In Act 2, Scene 2, Lord Goring and Robert Chiltern discuss Chiltern’s impending crisis—Mrs. Chaveley has blackmailed him into giving a speech in support of a fraudulent project to Parliament. As Goring lays out Chiltern’s options, Wilde takes the opportunity to sneak in some acerbic satire of London society:
Besides, if you did make a clean breast of the whole affair, you would never be able to talk morality again. And in England a man who can’t talk morality twice a week to a large, popular, immoral audience is quite over as a serious politician. There would be nothing left for him as a profession except Botany or the Church. A confession would be of no use. It would ruin you.
In a play full of satirical observations on the English elite, this passage is a particularly incisive example. By Goring’s account, moral posturing is so vital to political life in England that anyone who cannot proselytize morality to the general public can hardly be called a politician. This observation relies on layers of verbal irony: first, Goring’s assertion that the general public (the large, popular audience) must be inherently immoral flies in the face of the fact that the politicians themselves—as evidenced by this very conversation with Chiltern—are in fact the most likely to be morally compromised.

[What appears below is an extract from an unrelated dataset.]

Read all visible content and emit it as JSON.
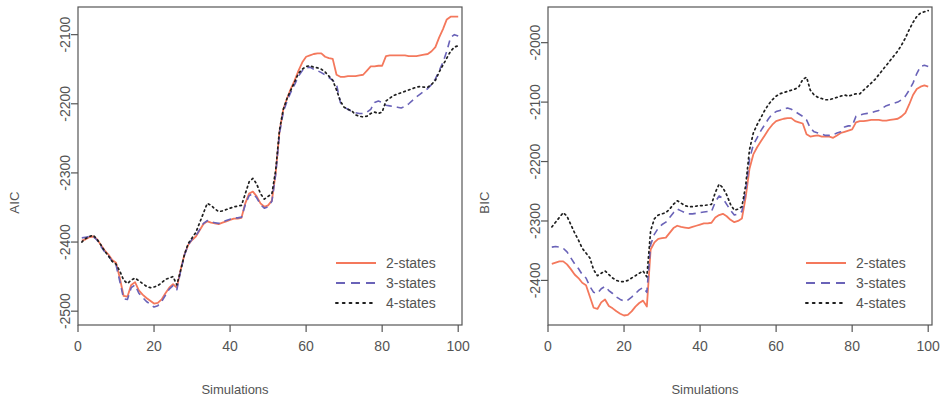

Next, Goring presents a humorous juxtaposition of the two supposed recourses left for such a politician who cannot expound on morality to the masses. The first option, according to Goring, is “Botany,” or the study of flowers: a vocation that is practically the polar opposite of politics. The second option would be “the Church”: theoretically, religion would be the career path most invested in morality, but Goring’s ironic twist dismisses such a moral façade and presents the church as the perfect place for a morally compromised politician. There is no group in An Ideal Husband that can escape Wilde’s critique.